Figure 40.11 Coming Up for Air
Mongroves
Cypress Tree
40
Water Extremes: Dry Soils and Saturated Soils
• Aquatic plants often have special tissue with large air
spaces that stores oxygen produced by photosynthesis
and permits its diffusion to other plant parts.
• This also imparts buoyancy.
40
Habitats Laden with Heavy Metals
• Some plants can survive on
mine tailings, which have
metal contaminants at levels
toxic to most other plants.
• Rather than excluding heavy
metals, tolerant plants deal
with them after taking them
up.
• Such tolerant plants may be
useful for bioremediation, or
the decontamination of an
area by using living
organisms.
Wild pansy can
grow in metalcontaminated
soil.
40
Hot and Cold Environments
• Temperatures that are too high or too low stress
plants.
• High temperatures destabilize membranes and
denature proteins.
• Low temperature causes membranes to lose
fluidity and alters their permeability to solutions.

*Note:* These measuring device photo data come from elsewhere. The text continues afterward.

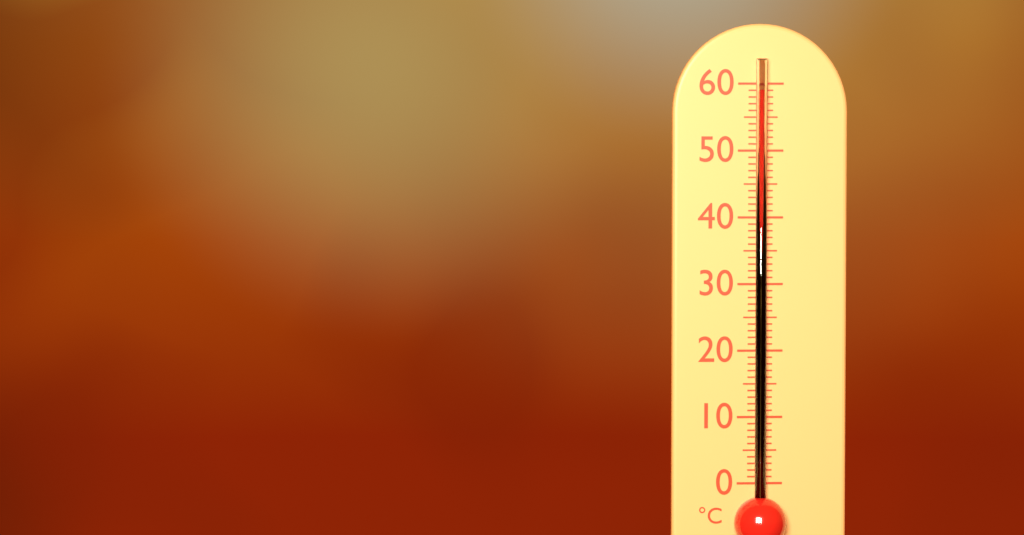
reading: 59 °C
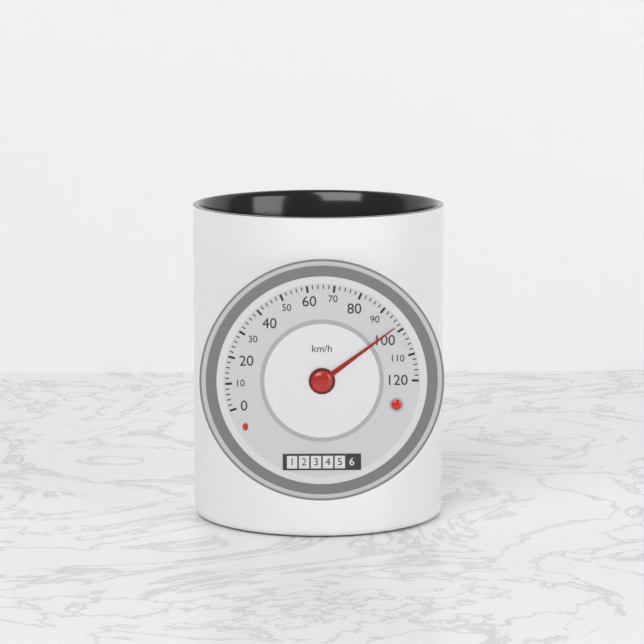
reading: 98 km/h
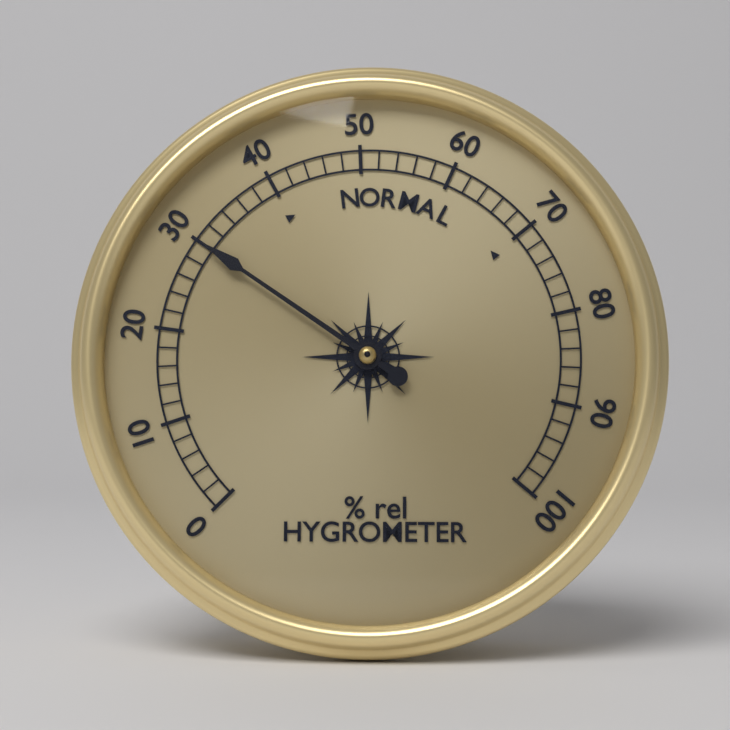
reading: 30 % rel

• Freezing temperatures cause ice crystals to form,
damaging cellular membranes.
40
Hot and Cold Environments
• Plants produce heat shock proteins in response to
high temperatures.
• Some of these proteins are chaperonins that help other
proteins maintain their structures and avoid
denaturation.
40
Hot and Cold Environments
• Low (just above freezing) temperatures can harm
many plants.
• Many plants can be modified to resist the effects of
cold spells by producing more unsaturated fatty
acids in the plant membranes.
• Unsaturated fatty acids solidify at lower
temperatures than saturated ones do, so the
membranes retain their fluidity and function
normally at cooler temperatures.
• Some freezing-tolerant plants have antifreeze
proteins that inhibit the growth of ice crystals.